Monday, January 31, 2022

IslandWood, 13 years later





Cold, stiff, purple and yellow bruise, grips the edge of my knuckles on my left hand

Mystery and pause, why do I start to worry so quickly?

We were at IslandWood yesterday.

A place that still holds the magic I remember from 13 years ago.

Where I used to be a participant and an explorer,

Yesterday I was mostly an observer.

Teagan, age 3, was like a mystic guide, traipsing and sashaying through the forest

With the wisdom and zen of a seasoned inhabitant

She led us down the Marsh Trail, though it was technically forbidden

And we all followed, curious.

This is a trail I had forgotten about, and perhaps could hold more magic than any other in the all of the property.

She found the edge of the marsh, and knelt there softly, pensively

And we asked what are you doing?

And she said I just want two minutes. Then turned back to face the water, gazing.

Rajan, kindergartner, tentatively joined her, slowly remembering what it was to feel joy in the forest,

Though he experienced the toddler years in a different climate, and still acted like a foreigner here in the temperate rainforest of the northwest.

Then he played too, noticed how the trees ringing the marsh all leaned toward the water at various angles.

He tiptoed out on one of them and hovered over the water, playing with a log floating near the edge, stepping on and off in a little dance.

Teagan found a tree dotted with tiny white fungus on one side, and without me knowing, meticulously collected them, then clutched them in her hand as we continued our walk.

We could have wandered there forever.

As we rounded the corner heading back to the east to join the Spine Trail, I felt my inner knowing saying, this is when you just stop thinking and be happy you are here.

When in a place like this, it’s easy to tell yourself, be happy here, be here now.


They asked a few times, is there a rock monster here?

The rock monster is a feature of a trail we frequented in San Jose, at Sanborn County Park.

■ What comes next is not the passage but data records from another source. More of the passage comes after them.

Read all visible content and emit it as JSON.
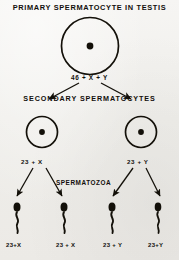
{
  "diagram": {
    "title": "PRIMARY SPERMATOCYTE IN TESTIS",
    "background_color": "#f2f1ef",
    "ink_color": "#131009",
    "stages": [
      {
        "name": "primary-spermatocyte",
        "heading": "PRIMARY SPERMATOCYTE IN TESTIS",
        "cell_count": 1,
        "chromosome_label": "46 + X + Y"
      },
      {
        "name": "secondary-spermatocytes",
        "heading": "SECONDARY SPERMATOCYTES",
        "cell_count": 2,
        "chromosome_labels": [
          "23 + X",
          "23 + Y"
        ]
      },
      {
        "name": "spermatozoa",
        "heading": "SPERMATOZOA",
        "cell_count": 4,
        "chromosome_labels": [
          "23+X",
          "23 + X",
          "23 + Y",
          "23+Y"
        ]
      }
    ],
    "headings": {
      "primary": "PRIMARY SPERMATOCYTE IN TESTIS",
      "secondary": "SECONDARY SPERMATOCYTES",
      "spermatozoa": "SPERMATOZOA"
    },
    "labels": {
      "primary_count": "46 + X + Y",
      "secondary_left": "23 + X",
      "secondary_right": "23 + Y",
      "sperm": [
        "23+X",
        "23 + X",
        "23 + Y",
        "23+Y"
      ]
    }
  }
}
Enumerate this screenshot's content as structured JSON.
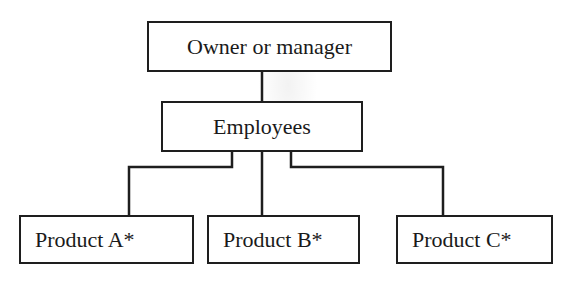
{
  "diagram": {
    "type": "org-chart",
    "nodes": {
      "owner": {
        "label": "Owner or manager"
      },
      "employees": {
        "label": "Employees"
      },
      "products": [
        {
          "label": "Product A*"
        },
        {
          "label": "Product B*"
        },
        {
          "label": "Product C*"
        }
      ]
    },
    "edges": [
      {
        "from": "Owner or manager",
        "to": "Employees"
      },
      {
        "from": "Employees",
        "to": "Product A*"
      },
      {
        "from": "Employees",
        "to": "Product B*"
      },
      {
        "from": "Employees",
        "to": "Product C*"
      }
    ],
    "colors": {
      "stroke": "#1e1e1e",
      "background": "#ffffff",
      "text": "#1a1a1a"
    }
  }
}
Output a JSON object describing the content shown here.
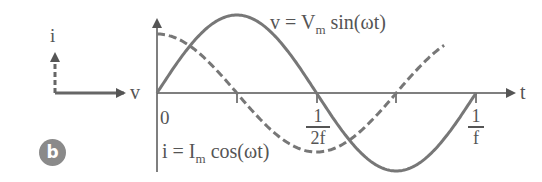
{
  "figure": {
    "badge_label": "b",
    "phasor": {
      "i_label": "i",
      "v_label": "v"
    },
    "axes": {
      "t_label": "t",
      "origin_label": "0"
    },
    "voltage_equation": {
      "lhs": "v =",
      "symbol": "V",
      "subscript": "m",
      "func": "sin(ωt)"
    },
    "current_equation": {
      "lhs": "i =",
      "symbol": "I",
      "subscript": "m",
      "func": "cos(ωt)"
    },
    "ticks": {
      "half_period": {
        "numerator": "1",
        "denominator": "2f"
      },
      "full_period": {
        "numerator": "1",
        "denominator": "f"
      }
    },
    "colors": {
      "line": "#666666",
      "badge": "#8a8a8a"
    }
  }
}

I was busy hustling us down the trail and dodging the rain and looking at the map, and absently said, I don’t know, maybe there is one here too?

But I am now noticing how interesting that is. That they remember such a salient feature from a park we haven’t been to in at least a year. That forest had towering trees too, and was a rare place of verdant ferns and moss in the dry Bay Area biome. So they were connecting some thoughts, signs, and feelings there had in this place with a place from our former home, in a far away place.

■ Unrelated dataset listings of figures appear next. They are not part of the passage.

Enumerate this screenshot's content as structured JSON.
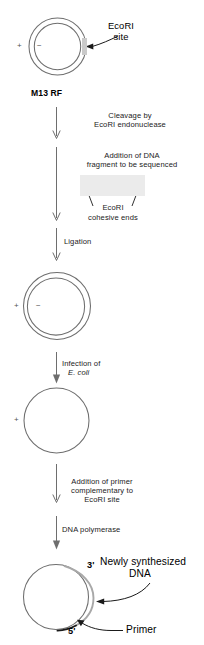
{
  "figure": {
    "width": 204,
    "height": 645,
    "colors": {
      "background": "#ffffff",
      "stroke": "#6e6e6e",
      "text": "#1a1a1a",
      "fragment_box": "#ebebeb",
      "site_mark": "#c9c9c9",
      "new_dna": "#a8a8a8",
      "primer": "#1a1a1a"
    }
  },
  "stages": {
    "m13_rf": {
      "label": "M13 RF",
      "plus_sign": "+",
      "minus_sign": "−",
      "callout": "EcoRI\nsite",
      "callout_line1": "EcoRI",
      "callout_line2": "site"
    },
    "ligated": {
      "plus_sign": "+",
      "minus_sign": "−"
    },
    "single_strand": {
      "plus_sign": "+"
    },
    "primed": {
      "three_prime": "3'",
      "five_prime": "5'",
      "new_dna_label_line1": "Newly synthesized",
      "new_dna_label_line2": "DNA",
      "primer_label": "Primer"
    }
  },
  "steps": [
    {
      "id": "cleavage",
      "line1": "Cleavage by",
      "line2": "EcoRI endonuclease"
    },
    {
      "id": "addition-of-dna",
      "line1": "Addition of DNA",
      "line2": "fragment to be sequenced"
    },
    {
      "id": "ligation",
      "line1": "Ligation"
    },
    {
      "id": "infection",
      "line1": "Infection of",
      "line2": "E. coli"
    },
    {
      "id": "primer-addition",
      "line1": "Addition of primer",
      "line2": "complementary to",
      "line3": "EcoRI site"
    },
    {
      "id": "polymerase",
      "line1": "DNA polymerase"
    }
  ],
  "fragment": {
    "cohesive_label_line1": "EcoRI",
    "cohesive_label_line2": "cohesive ends"
  }
}
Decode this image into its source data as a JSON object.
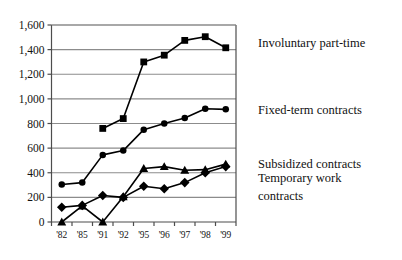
{
  "chart_data": {
    "type": "line",
    "title": "",
    "subtitle": "",
    "xlabel": "",
    "ylabel": "",
    "grid": true,
    "legend_position": "right",
    "ylim": [
      0,
      1600
    ],
    "yticks": [
      0,
      200,
      400,
      600,
      800,
      1000,
      1200,
      1400,
      1600
    ],
    "ytick_labels": [
      "0",
      "200",
      "400",
      "600",
      "800",
      "1,000",
      "1,200",
      "1,400",
      "1,600"
    ],
    "categories": [
      "'82",
      "'85",
      "'91",
      "'92",
      "'95",
      "'96",
      "'97",
      "'98",
      "'99"
    ],
    "series": [
      {
        "name": "Involuntary part-time",
        "marker": "square",
        "color": "#000000",
        "values": [
          null,
          null,
          760,
          840,
          1300,
          1355,
          1475,
          1505,
          1415
        ]
      },
      {
        "name": "Fixed-term contracts",
        "marker": "circle",
        "color": "#000000",
        "values": [
          305,
          320,
          545,
          580,
          750,
          800,
          845,
          920,
          915
        ]
      },
      {
        "name": "Subsidized contracts",
        "marker": "triangle",
        "color": "#000000",
        "values": [
          0,
          130,
          0,
          205,
          435,
          450,
          420,
          425,
          470
        ]
      },
      {
        "name": "Temporary work contracts",
        "marker": "diamond",
        "color": "#000000",
        "values": [
          120,
          135,
          215,
          200,
          290,
          270,
          320,
          400,
          450
        ]
      }
    ]
  },
  "legend": {
    "items": [
      {
        "label": "Involuntary part-time"
      },
      {
        "label": "Fixed-term contracts"
      },
      {
        "label": "Subsidized contracts"
      },
      {
        "label": "Temporary work"
      },
      {
        "label": "contracts"
      }
    ]
  },
  "axes": {
    "y_tick_labels": [
      "1,600",
      "1,400",
      "1,200",
      "1,000",
      "800",
      "600",
      "400",
      "200",
      "0"
    ],
    "x_tick_labels": [
      "'82",
      "'85",
      "'91",
      "'92",
      "'95",
      "'96",
      "'97",
      "'98",
      "'99"
    ]
  },
  "colors": {
    "ink": "#111111",
    "grid": "#8c8c8c",
    "axis": "#4d4d4d",
    "background": "#ffffff"
  }
}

The thing I want to know now was, what were those thoughts, signs, and feelings? What little magic did they feel that brought them right back to the rock monster?

He was a big triangular boulder, made of a soft rock like sandstone, that had two hollowed out holes for eyes, and one big hole for a mouth. We would find small rocks to feed to him and pop them in his mouth. It was easy to feel like he was a real, living, benign monster, a friend in the forest that only children can really make sense of.

We won’t be able to see rock monster again for some time now.

But will they keep that feeling alive? Will new rock monsters spring up for them in new places we come to know?

The gift I will acknowledge I gave them back at Sanborn Park, was a familiarity with a place in nature that they could feel at home to wonder, pretend, and play in.

Which places will we come to feel at home in here?

It will have to be a place we go to plenty of times.

That is what coming home to me is, then. Finding our magical spots, and visiting them to dip our toes in those mysteries.


The bruise then, is a mark left by something out there, perhaps, telling me don’t forget to come back again.

Did I hit my hand on something, did a strange bug bite me?

I don’t remember any such sensation!

What kind of critter could cause it?

I thought I was welcome enough there to be greeted warmly by those wild residents.

Maybe I’ll return to the mantra, and try not to analyze.

Be happy you are here. Be happy you were there.

Be happy you can return there again.